I started my career at Bain & Company, a global management consulting firm charged with helping some of the world's largest organizations solve their most critical business challenges.
A central part of the job was showing up at a client's headquarters with often just a few weeks to not just diagnose an (often very complex) problem, but come up with a solution as well.
This was driven by the fact that not only were the problems being solved often urgent, but Bain's expensive monthly rates meant their solving was even more urgent, at least for those controlling the checkbook.
There were two basic but recurring insights I picked up on doing this again and again for clients over several years:
For example, if we were trying to help a client with declining sales, aggregate sales numbers never told you what was happening so we'd cut the data by region and by product. This led to a few different possible scenarios:
The point? It wasn't till we looked at the data and cut that data in the appropriate way that we had a playbook for how to go about diagnosing and solving the problem in question.
SO WHAT DOES THIS HAVE TO DO WITH TURNOVER?
When we talk about the problem of reducing turnover, the same rules I learned at Bain apply:
Most people get this at the high level. After all, you can't even know you have a turnover problem without data since it takes data to calculate what your turnover is to begin with.
Similarly, companies rarely talk about turnover at the aggregate (company-wide) level. You have to break turnover out by position to even know where the problem is serious (#2). Unfortunately, this is where companies far too often stop.
So where should you go next? Cut the data before you diagnose.
My first recommendation is to look at how turnover varies across each employee:
Of course, you can have multiple sub-problems going on at once, but the point is data can help you identify where to focus most in order to have the largest impact in your turnover reduction efforts.
YOUR MOST EXPENSIVE TURNOVER IS ALMOST ALWAYS DUE TO HIRING MISTAKES
It's important to note that not all employee turnover is created equal. What I mean by that is that for a fixed position (e.g., customer support rep, etc.), it's the employees that turnover in the first few months that are costing you the most check out our Cost of Turnover Calculator.
Why? Because you basically just spent an enormous amount of money to find a candidate, screen that candidate, onboard/train that candidate, only for him/her to leave before they generate any meaningful ROI for the company. And as one last gift, you now have to go spend more money to find a new candidate (only for the process to repeat itself).
IMPROVING HIRING IS CRUCIAL WHEN REDUCING TURNOVER
It's true, people leave jobs for a variety of reasons, but if you have employees leaving jobs just a few months (if not weeks) in, there was probably something you missed when hiring them in the first place.
For example, either you missed a key trait(s) they have or didn't have or you didn't correctly explain what the job was going to be like in the first place. Both could represent potential opportunities for improvement in your hiring process.
Because of that, if you want to get rid of your most expensive turnover first, take a look at how you're screening candidates. That's usually the best place to start.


Requirement — Below, find each line holding "axis" and state how many there are, using the number alone.
──────── Exercise data
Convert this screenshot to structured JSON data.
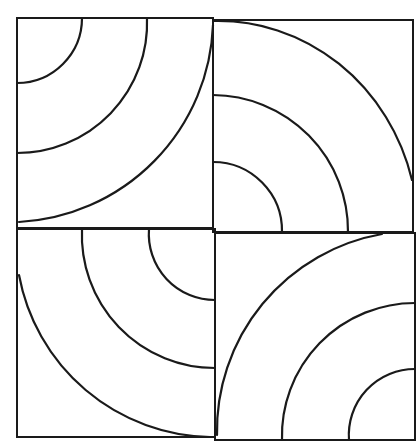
{
  "figure": {
    "type": "quarter-circle tile pattern",
    "stroke_color": "#1a1a1a",
    "background": "#ffffff",
    "tiles": [
      {
        "id": "top-left",
        "rect": [
          17,
          18,
          196,
          210
        ],
        "arc_center": "top-left",
        "radii": [
          65,
          130,
          205
        ]
      },
      {
        "id": "top-right",
        "rect": [
          213,
          20,
          200,
          212
        ],
        "arc_center": "bottom-left",
        "radii": [
          68,
          135,
          200
        ]
      },
      {
        "id": "bottom-left",
        "rect": [
          17,
          228,
          198,
          209
        ],
        "arc_center": "top-right",
        "radii": [
          66,
          133,
          198
        ]
      },
      {
        "id": "bottom-right",
        "rect": [
          215,
          233,
          200,
          207
        ],
        "arc_center": "bottom-right",
        "radii": [
          65,
          132,
          200
        ]
      }
    ]
  }
}
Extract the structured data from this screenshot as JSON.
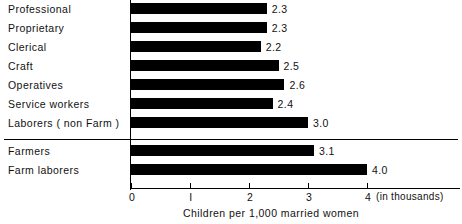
{
  "chart_data": {
    "type": "bar",
    "orientation": "horizontal",
    "title": "",
    "xlabel": "Children per 1,000 married women",
    "ylabel": "",
    "x_unit_note": "(in thousands)",
    "xlim": [
      0,
      4
    ],
    "x_ticks": [
      {
        "value": 0,
        "label": "0"
      },
      {
        "value": 1,
        "label": "I"
      },
      {
        "value": 2,
        "label": "2"
      },
      {
        "value": 3,
        "label": "3"
      },
      {
        "value": 4,
        "label": "4"
      }
    ],
    "grid": false,
    "legend": null,
    "bar_color": "#000000",
    "background_color": "#ffffff",
    "categories": [
      "Professional",
      "Proprietary",
      "Clerical",
      "Craft",
      "Operatives",
      "Service  workers",
      "Laborers ( non Farm )",
      "Farmers",
      "Farm  laborers"
    ],
    "values": [
      2.3,
      2.3,
      2.2,
      2.5,
      2.6,
      2.4,
      3.0,
      3.1,
      4.0
    ],
    "value_labels": [
      "2.3",
      "2.3",
      "2.2",
      "2.5",
      "2.6",
      "2.4",
      "3.0",
      "3.1",
      "4.0"
    ],
    "groups": [
      {
        "name": "nonfarm-occupations",
        "bars": [
          {
            "label": "Professional",
            "value": 2.3,
            "value_label": "2.3"
          },
          {
            "label": "Proprietary",
            "value": 2.3,
            "value_label": "2.3"
          },
          {
            "label": "Clerical",
            "value": 2.2,
            "value_label": "2.2"
          },
          {
            "label": "Craft",
            "value": 2.5,
            "value_label": "2.5"
          },
          {
            "label": "Operatives",
            "value": 2.6,
            "value_label": "2.6"
          },
          {
            "label": "Service  workers",
            "value": 2.4,
            "value_label": "2.4"
          },
          {
            "label": "Laborers ( non Farm )",
            "value": 3.0,
            "value_label": "3.0"
          }
        ]
      },
      {
        "name": "farm-occupations",
        "bars": [
          {
            "label": "Farmers",
            "value": 3.1,
            "value_label": "3.1"
          },
          {
            "label": "Farm  laborers",
            "value": 4.0,
            "value_label": "4.0"
          }
        ]
      }
    ],
    "separator_after_category": "Laborers ( non Farm )"
  }
}
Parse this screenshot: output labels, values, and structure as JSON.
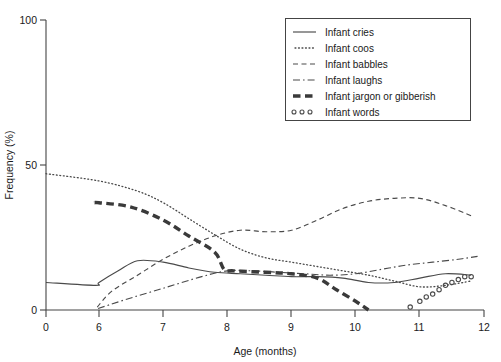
{
  "chart_data": {
    "type": "line",
    "title": "",
    "xlabel": "Age (months)",
    "ylabel": "Frequency (%)",
    "xlim": [
      0,
      12
    ],
    "ylim": [
      0,
      100
    ],
    "xticks": [
      0,
      6,
      7,
      8,
      9,
      10,
      11,
      12
    ],
    "xtick_labels": [
      "0",
      "6",
      "7",
      "8",
      "9",
      "10",
      "11",
      "12"
    ],
    "yticks": [
      0,
      50,
      100
    ],
    "ytick_labels": [
      "0",
      "50",
      "100"
    ],
    "grid": false,
    "legend_position": "top-right",
    "note": "X axis is broken: the 0 tick sits at the origin and the spacing from 0 to 6 equals one month-unit of the 6-12 range.",
    "series": [
      {
        "name": "Infant cries",
        "style": "solid",
        "x": [
          0.0,
          5.6,
          6.0,
          6.3,
          6.6,
          7.0,
          7.4,
          7.8,
          8.2,
          8.6,
          9.0,
          9.4,
          9.8,
          10.2,
          10.6,
          11.0,
          11.4,
          11.8
        ],
        "y": [
          9.5,
          8.5,
          9.5,
          13.5,
          17.0,
          16.5,
          14.5,
          13.0,
          12.5,
          12.0,
          11.5,
          11.5,
          11.0,
          9.5,
          9.5,
          11.0,
          12.5,
          12.0
        ]
      },
      {
        "name": "Infant coos",
        "style": "dotted",
        "x": [
          0.0,
          6.0,
          6.6,
          7.0,
          7.4,
          7.8,
          8.2,
          8.6,
          9.0,
          9.4,
          9.8,
          10.2,
          10.6,
          11.0,
          11.4,
          11.8
        ],
        "y": [
          47.0,
          44.5,
          41.0,
          37.0,
          31.5,
          26.0,
          21.0,
          18.0,
          16.5,
          15.0,
          13.5,
          12.0,
          10.0,
          8.0,
          8.5,
          10.0
        ]
      },
      {
        "name": "Infant babbles",
        "style": "dashed",
        "x": [
          5.8,
          6.2,
          6.6,
          7.0,
          7.4,
          7.8,
          8.2,
          8.6,
          9.0,
          9.4,
          9.8,
          10.2,
          10.6,
          11.0,
          11.4,
          11.8
        ],
        "y": [
          1.0,
          6.5,
          12.0,
          17.5,
          22.0,
          25.5,
          27.5,
          27.0,
          27.5,
          31.0,
          35.0,
          37.5,
          38.5,
          38.5,
          36.0,
          32.5
        ]
      },
      {
        "name": "Infant laughs",
        "style": "dash-dot",
        "x": [
          5.9,
          6.4,
          7.0,
          7.6,
          8.0,
          8.4,
          8.8,
          9.2,
          9.6,
          10.0,
          10.4,
          10.8,
          11.2,
          11.6,
          11.9
        ],
        "y": [
          0.5,
          3.5,
          7.5,
          11.5,
          13.5,
          13.5,
          13.0,
          12.5,
          12.0,
          12.5,
          14.0,
          15.5,
          16.5,
          17.5,
          18.5
        ]
      },
      {
        "name": "Infant jargon or gibberish",
        "style": "thick-dashed",
        "x": [
          5.5,
          6.0,
          6.5,
          7.0,
          7.4,
          7.8,
          7.95,
          8.1,
          8.6,
          9.0,
          9.4,
          9.7,
          10.0,
          10.2
        ],
        "y": [
          37.0,
          37.0,
          35.5,
          31.0,
          25.5,
          20.0,
          14.0,
          13.5,
          13.0,
          12.5,
          11.0,
          7.0,
          3.0,
          0.0
        ]
      },
      {
        "name": "Infant words",
        "style": "circle-markers",
        "x": [
          10.85,
          11.0,
          11.1,
          11.2,
          11.3,
          11.4,
          11.5,
          11.6,
          11.7,
          11.8
        ],
        "y": [
          1.0,
          3.0,
          4.5,
          5.5,
          7.0,
          8.5,
          9.5,
          10.5,
          11.5,
          11.5
        ]
      }
    ]
  },
  "legend": {
    "items": [
      {
        "label": "Infant cries",
        "swatch": "solid-line-swatch"
      },
      {
        "label": "Infant coos",
        "swatch": "dotted-line-swatch"
      },
      {
        "label": "Infant babbles",
        "swatch": "dashed-line-swatch"
      },
      {
        "label": "Infant laughs",
        "swatch": "dash-dot-line-swatch"
      },
      {
        "label": "Infant jargon or gibberish",
        "swatch": "thick-dashed-line-swatch"
      },
      {
        "label": "Infant words",
        "swatch": "circle-marker-swatch"
      }
    ]
  },
  "axes": {
    "x_title": "Age (months)",
    "y_title": "Frequency (%)",
    "x_tick_labels": [
      "0",
      "6",
      "7",
      "8",
      "9",
      "10",
      "11",
      "12"
    ],
    "y_tick_labels": [
      "0",
      "50",
      "100"
    ]
  },
  "colors": {
    "line": "#4a4a4a",
    "jargon": "#3a3a3a",
    "axis": "#444444",
    "text": "#1a1a1a",
    "background": "#ffffff"
  }
}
────────────────
Reply to the exercise — 2